Doechii seizes the Best Hip-Hop prize at the 2025 MTV Video Music Awards, cementing her ascent in hip hop VMAs lore as the Tampa rapper's "Anxiety" video prevails over heavyweights like Kendrick Lamar and Drake. Janiah Bass, performing as Doechii, also claims Best Choreography for the track's dynamic sequences, propelling her Spotify monthly listeners past 10 million overnight per Luminate reports. The wins, announced during the September 7 ceremony at New York's UBS Arena, draw 14.2 million viewers—a 42% jump from 2024—hosted by LL Cool J and broadcast live on CBS for the first time.


The VMAs, originating in 1984 as MTV's showcase for innovative music videos, have anchored hip-hop's visual evolution since introducing the Best Hip-Hop category in 1999. This segment recognizes clips that fuse narrative flair with rhythmic lyricism, contributing to the genre's $16.2 billion global revenue in 2025 according to IFPI data, where videos account for 35% of streams. Doechii's success highlights how Southern trap-infused storytelling, blending vulnerability with high-energy beats, expands hip-hop's mainstream reach.


Pitchfork's comprehensive winners list confirms Doechii's "Anxiety" as the Best Hip-Hop victor, surpassing nominees Drake's "Nokia," Eminem featuring Jelly Roll's "Somebody Save Me," GloRilla featuring Sexyy Red's "Whatchu Kno About Me," Kendrick Lamar's "Not Like Us," LL Cool J featuring Eminem's "Murdergram Deux," and Travis Scott's "4x4." Performances amplified the night's energy, with Busta Rhymes delivering a medley of hits like "Gimme Some More" en route to his Rock the Bells Visionary Award, joined onstage by GloRilla and Spliff Star. LL Cool J infused hosting duties with freestyles nodding to hip-hop's 50th anniversary, while Mariah Carey's Video Vanguard medley bridged eras.


Hip-hop's VMA dominance aligns with its chart stranglehold, capturing 33% of Billboard Hot 100 slots in 2025, up from 29% the prior year amid streaming surges. Lamar's "Not Like Us" topped the Hot 100 for six weeks this summer, amassing 1.4 billion streams, while Eminem's "Somebody Save Me" debuted at No. 2, bolstering his tally of 12 VMA wins. Historical feats, including Nicki Minaj's 2011 Best Hip-Hop Video for "Super Bass"—which preceded her 144 Billboard No. 1s as a lead artist—demonstrate how VMAs catalyze longevity, with Minaj's catalog now exceeding 100 million RIAA-certified units.

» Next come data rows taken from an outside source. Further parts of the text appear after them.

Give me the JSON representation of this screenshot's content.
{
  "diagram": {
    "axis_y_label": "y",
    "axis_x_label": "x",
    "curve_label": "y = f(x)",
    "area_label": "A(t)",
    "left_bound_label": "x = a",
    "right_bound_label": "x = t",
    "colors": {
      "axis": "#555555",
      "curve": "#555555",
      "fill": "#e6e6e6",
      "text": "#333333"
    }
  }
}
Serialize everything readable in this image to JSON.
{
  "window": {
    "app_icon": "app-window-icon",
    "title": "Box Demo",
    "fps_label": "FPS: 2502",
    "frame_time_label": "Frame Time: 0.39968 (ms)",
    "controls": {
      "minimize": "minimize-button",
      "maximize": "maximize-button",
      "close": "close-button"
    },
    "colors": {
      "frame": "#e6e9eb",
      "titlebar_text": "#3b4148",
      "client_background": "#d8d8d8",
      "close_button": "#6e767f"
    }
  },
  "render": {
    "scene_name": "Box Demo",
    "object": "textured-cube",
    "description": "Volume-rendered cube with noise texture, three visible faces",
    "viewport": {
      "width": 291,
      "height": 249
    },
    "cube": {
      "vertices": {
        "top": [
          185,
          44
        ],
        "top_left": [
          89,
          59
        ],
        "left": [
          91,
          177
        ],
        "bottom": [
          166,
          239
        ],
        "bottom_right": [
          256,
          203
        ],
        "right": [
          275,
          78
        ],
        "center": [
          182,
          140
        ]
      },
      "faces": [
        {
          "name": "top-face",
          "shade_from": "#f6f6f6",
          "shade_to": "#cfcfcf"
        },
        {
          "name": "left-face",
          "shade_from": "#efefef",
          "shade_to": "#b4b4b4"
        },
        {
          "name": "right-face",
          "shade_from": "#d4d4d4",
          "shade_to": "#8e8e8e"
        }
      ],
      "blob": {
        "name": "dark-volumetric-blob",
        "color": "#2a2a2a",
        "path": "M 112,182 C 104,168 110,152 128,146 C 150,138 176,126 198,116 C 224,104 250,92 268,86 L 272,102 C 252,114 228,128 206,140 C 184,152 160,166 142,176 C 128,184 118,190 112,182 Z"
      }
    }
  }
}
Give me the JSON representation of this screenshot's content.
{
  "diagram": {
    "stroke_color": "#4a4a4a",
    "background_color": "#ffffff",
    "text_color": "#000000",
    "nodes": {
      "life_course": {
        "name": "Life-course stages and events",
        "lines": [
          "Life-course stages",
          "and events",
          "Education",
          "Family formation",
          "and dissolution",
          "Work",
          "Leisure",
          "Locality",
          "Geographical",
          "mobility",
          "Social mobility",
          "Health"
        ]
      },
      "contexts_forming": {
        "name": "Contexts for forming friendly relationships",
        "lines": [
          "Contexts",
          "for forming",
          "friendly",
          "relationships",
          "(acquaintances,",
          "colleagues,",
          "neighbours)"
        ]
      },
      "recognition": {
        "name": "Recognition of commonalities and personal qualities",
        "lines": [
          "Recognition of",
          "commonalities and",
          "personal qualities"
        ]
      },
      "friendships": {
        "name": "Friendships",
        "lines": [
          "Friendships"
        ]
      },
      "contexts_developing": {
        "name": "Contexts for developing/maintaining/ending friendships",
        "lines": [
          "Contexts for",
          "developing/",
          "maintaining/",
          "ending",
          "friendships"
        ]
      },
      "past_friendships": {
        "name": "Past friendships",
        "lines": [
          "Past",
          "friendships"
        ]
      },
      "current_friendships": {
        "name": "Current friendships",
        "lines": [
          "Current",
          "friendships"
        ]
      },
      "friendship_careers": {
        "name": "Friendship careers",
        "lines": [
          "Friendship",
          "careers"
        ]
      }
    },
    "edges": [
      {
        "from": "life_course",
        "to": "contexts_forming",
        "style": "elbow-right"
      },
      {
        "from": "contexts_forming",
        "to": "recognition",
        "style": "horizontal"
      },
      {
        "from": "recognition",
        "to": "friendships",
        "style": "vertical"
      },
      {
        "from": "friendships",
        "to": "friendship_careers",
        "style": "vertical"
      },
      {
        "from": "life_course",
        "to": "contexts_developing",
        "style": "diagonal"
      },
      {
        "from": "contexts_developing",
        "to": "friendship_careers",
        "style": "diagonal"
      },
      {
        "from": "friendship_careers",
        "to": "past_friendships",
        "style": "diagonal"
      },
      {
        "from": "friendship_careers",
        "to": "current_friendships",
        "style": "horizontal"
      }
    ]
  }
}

Busta Rhymes, upon accepting his visionary award, told MTV onstage, "Hip-hop's a blueprint for resilience—we evolve or get left behind." X user @DoechiiHive tweeted post-win, "Doechii's 'Anxiety' taking Best Hip-Hop at #VMAs2025? Tampa's finest just rewrote the script—queens rise!" with 4,500 likes. Lamar noted in a July 2025 Complex interview, "Videos are our griots now, passing stories that outlive the beats."

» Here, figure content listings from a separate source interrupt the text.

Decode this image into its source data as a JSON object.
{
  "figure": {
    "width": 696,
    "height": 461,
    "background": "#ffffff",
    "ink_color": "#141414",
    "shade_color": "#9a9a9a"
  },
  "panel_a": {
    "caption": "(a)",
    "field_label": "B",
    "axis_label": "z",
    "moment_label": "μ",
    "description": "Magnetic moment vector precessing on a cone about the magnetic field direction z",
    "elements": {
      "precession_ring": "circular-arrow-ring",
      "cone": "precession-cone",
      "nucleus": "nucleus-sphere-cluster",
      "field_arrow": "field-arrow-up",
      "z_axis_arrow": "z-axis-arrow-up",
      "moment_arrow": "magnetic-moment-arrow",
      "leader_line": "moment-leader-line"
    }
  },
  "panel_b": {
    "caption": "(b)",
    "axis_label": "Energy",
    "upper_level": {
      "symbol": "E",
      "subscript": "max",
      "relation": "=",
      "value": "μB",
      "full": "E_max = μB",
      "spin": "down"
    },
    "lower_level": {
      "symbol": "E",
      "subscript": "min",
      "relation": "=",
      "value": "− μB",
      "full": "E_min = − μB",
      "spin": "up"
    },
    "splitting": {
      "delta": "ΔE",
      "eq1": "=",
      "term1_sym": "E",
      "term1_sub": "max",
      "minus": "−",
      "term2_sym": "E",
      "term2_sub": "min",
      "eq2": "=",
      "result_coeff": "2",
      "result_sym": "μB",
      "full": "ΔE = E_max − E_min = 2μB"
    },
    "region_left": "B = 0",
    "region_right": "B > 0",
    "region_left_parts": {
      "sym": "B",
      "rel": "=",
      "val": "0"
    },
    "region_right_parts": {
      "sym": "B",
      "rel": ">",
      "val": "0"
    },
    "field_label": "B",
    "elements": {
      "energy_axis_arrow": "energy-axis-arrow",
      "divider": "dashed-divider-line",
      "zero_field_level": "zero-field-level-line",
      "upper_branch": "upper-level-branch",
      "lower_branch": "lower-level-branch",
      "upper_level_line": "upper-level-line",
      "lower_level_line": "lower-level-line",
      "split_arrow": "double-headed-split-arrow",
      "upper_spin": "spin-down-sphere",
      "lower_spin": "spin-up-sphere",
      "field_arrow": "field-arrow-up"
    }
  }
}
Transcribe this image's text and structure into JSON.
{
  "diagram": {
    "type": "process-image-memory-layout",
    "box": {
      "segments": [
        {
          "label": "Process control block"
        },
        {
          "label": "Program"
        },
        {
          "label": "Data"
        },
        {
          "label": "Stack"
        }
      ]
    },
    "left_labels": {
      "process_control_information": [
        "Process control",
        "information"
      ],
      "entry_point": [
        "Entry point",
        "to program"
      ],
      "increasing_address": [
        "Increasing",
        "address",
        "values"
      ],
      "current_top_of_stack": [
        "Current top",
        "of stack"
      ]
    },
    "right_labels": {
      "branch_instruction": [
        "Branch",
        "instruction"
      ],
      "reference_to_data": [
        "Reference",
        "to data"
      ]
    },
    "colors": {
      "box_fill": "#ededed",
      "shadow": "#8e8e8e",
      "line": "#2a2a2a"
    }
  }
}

These accolades propel hip-hop toward inclusive futures, nurturing platforms like Rock the Bells for archival preservation as AI tools reshape sampling debates. Emerging voices like Doechii dismantle regional biases, inspiring fusions with global sounds such as Latin trap. With viewership highs signaling renewed vigor, the VMAs reinforce hip-hop's timeline—from 1970s Bronx cyphers to arena spectacles—as a cornerstone of cultural dialogue.


Fans can revisit Doechii's "Anxiety" video on YouTube or follow her official X account for upcoming tour details and releases.